Womack also said that Graner was "doing his job, following orders and being praised for it."
The chief prosecutor, Maj. Michael Holley, asked rhetorically, "Did the accused honestly believe that was a lawful order?"
The Bush administration has said the actions were those of a small group and were not part of a policy or condoned by senior officers.
But investigations have shown many prisoners in Iraq, Afghanistan and at the U.S. Navy base at Guantanamo Bay in Cuba also suffered abusive treatment after the government considered ways to obtain information in the war against terrorism.
Womack said U.S. embarrassment over the Abu Ghraib photographs had prompted the charges against his client. “The embarrassment puts pressure on the government: How do we mollify the world and make them like us again?” he said.
Graner may take the stand
Womack said over the weekend that while he almost never lets his clients take the stand, he may bend that rule for the Graner, of Uniontown, Pa.

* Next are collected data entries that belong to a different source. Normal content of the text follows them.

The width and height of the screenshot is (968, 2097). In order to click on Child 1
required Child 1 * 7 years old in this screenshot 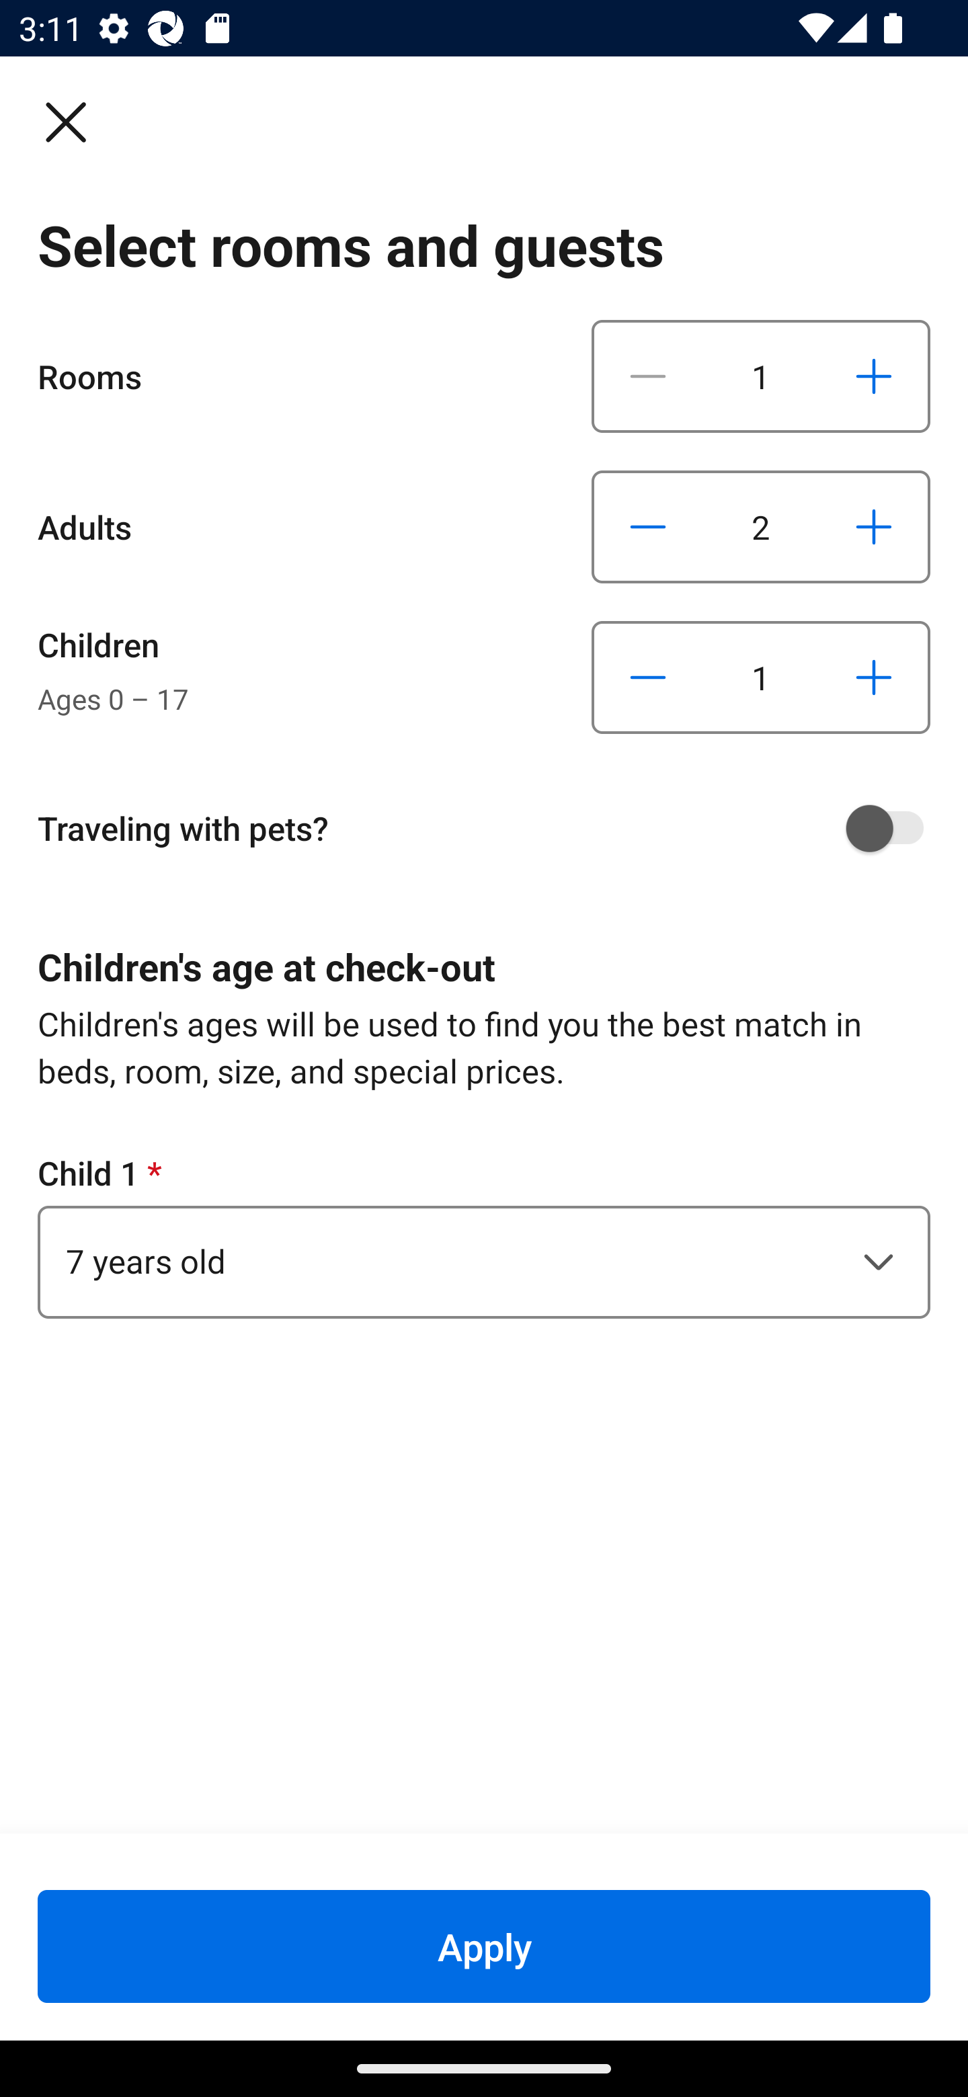, I will do `click(483, 1234)`.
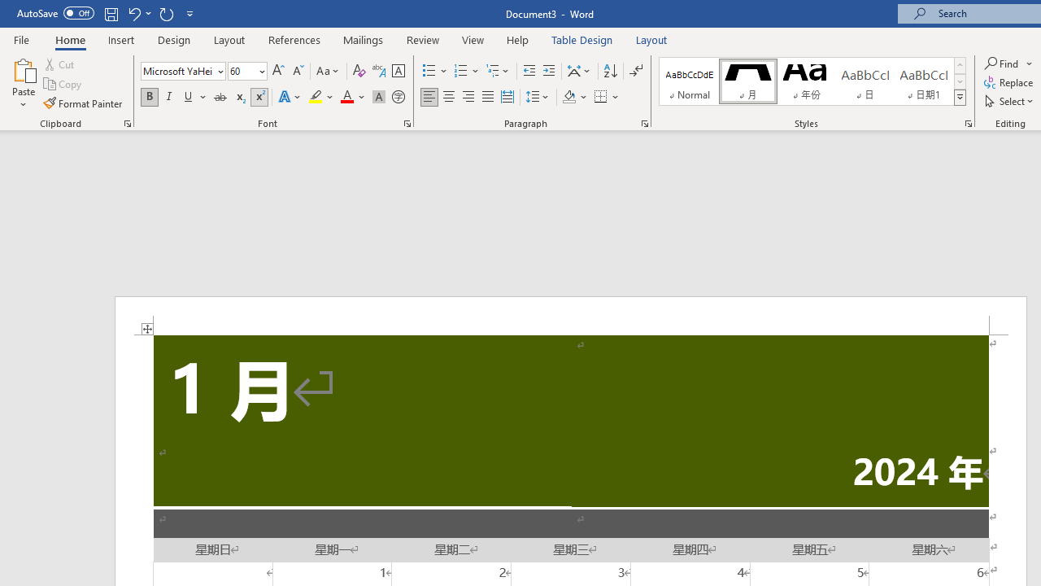  What do you see at coordinates (60, 63) in the screenshot?
I see `Cut` at bounding box center [60, 63].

“He is a calm, cool professional. He’s very articulate, very bright,” Womack said of the one-time prison guard. “Frankly, I don’t know anyone else in the case who can articulate everything as well as he can, so that would be a strong reason for him to testify.”
In addition to others caught up in the prisoner abuse scandal, Sgt. Joseph Darby, who first reported the alleged abuse, also is scheduled to testify. As many as three Iraqi detainees may testify via videotaped deposition.
The Associated Press and Reuters contributed to this report.